The Attack Dir. Ziad Doueiri

[Cohen Media; 2012]

Styles: drama
Others: West Beirut, Lila Says, Sleeper Cell

It’s not clear if The Attack thinks itself a thriller or if writer-director Ziad Doueiri set out to film a meandering, provocative waking dream that represents the complexities of the Israeli-Palestinian conflict without resolving them. If the former, the film is an abject failure. If the latter, it’s an intriguing and well-acted film, guilty only of slightly overstaying its welcome. Either way, it’s something for film schools to use as an exemplar in courses on editing and composition (and as a cautionary tale for directors too enamored with the “dutch tilt” and writers too enamored with Dialogue Fraught With Deeper Meaning).

The Attack centers on both Dr. Amin Jaafari (Ali Suliman), a famous surgeon who we meet as he’s becoming the first Arab in 41 years to receive a major Israeli medical prize, and his wife Siham (Reymond Amsalem). As Jaafari lunches with his Jewish colleagues atop their hospital — and politely ignores one doctor’s unsubtle nudges that he should leave the country to live among his own — there’s a distant explosion. Doueiri doesn’t show the restaurant suicide bombing, but you see its aftermath: a parade of gurneys carrying mauled children into Jaafari’s hospital, and one that bears a sheet-covered mass far too small to be a body.

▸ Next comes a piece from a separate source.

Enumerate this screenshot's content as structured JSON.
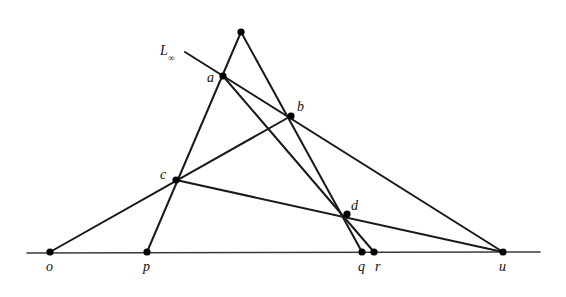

That mass turns out to be Siham, in a brutal sequence where Jaafari is called back into the hospital after going home unaware not only that she was killed in the bombing, but also that she was the police’s #1 suspect. Jaafari is interrogated for roughly three days, and upon his release, he sets out for the West Bank city of Nablus to visit estranged family and to trace Siham’s radicalization.

All this has the potential to be exciting and tense, but Doueiri doesn’t imbue it with those qualities. Viewers with a passing familiarity with the conventions of film narrative will see heavyhanded foreshadowing of what Jaafari discovers in Nablus littered throughout the film’s first half-hour. Were this the story of a widow playing detective who seeks to unravel a conspiracy, the way Doueiri tips his hand would be a big problem. But Siham’s guilt is only in doubt for roughly the first half-hour, and the final 90 minutes of the film center on his grief, his conflicting loyalties, and his determination not to fuel the conflict between his people and what he views as his adoptive country.

Suliman’s work as Jaafari is solid if unremarkable, while Doueiri’s direction is quite conventional, but well executed. At its best, The Attack takes on Jaafari’s messy knot of grief and fury at his dead wife with a melancholy grace, linking the doctor’s memories of Siham to his present through elegant, austere cinematography. When Jaafari sits in a dark room, Doueiri shows memories that took place in dim light. When Jaafari stands in slanting afternoon sunbeams, the flashbacks Doueiri conjures come from sunny afternoon corners of memory. Dominique Marcombe’s editing choices stand out most in those sequences, but throughout the film, they provide cohesion and forward momentum without which The Attack would probably collapse under its own weight. Marcombe’s choices — matching or reversing angles, establishing and mastering a steady, mournful pace of jump cuts, smashing quickly from long shots of landscape to closeups of the edge of a table or the corner of a picture frame — highlight the best of cinematographer Tommaso Fiorilli’s work and mute the worst of it.

In the end, though, it’s all a Rorschach blot. The film’s themes get rolled out right away in Jaafari’s speech at the awards ceremony: “Isn’t it time you reexamined your own certainties?” he says. Doueiri clearly wants the audience to grapple with the brutality and shaky moral ground on each side of the Israeli-Palestinian conflict. But like that on-the-nose line in Jaafari’s speech, which is conspicuously and jarringly cut in such a way that it feels unnatural to the moment, the good intentions and high-minded conversation-starting desires of the film threaten to drown the entire project.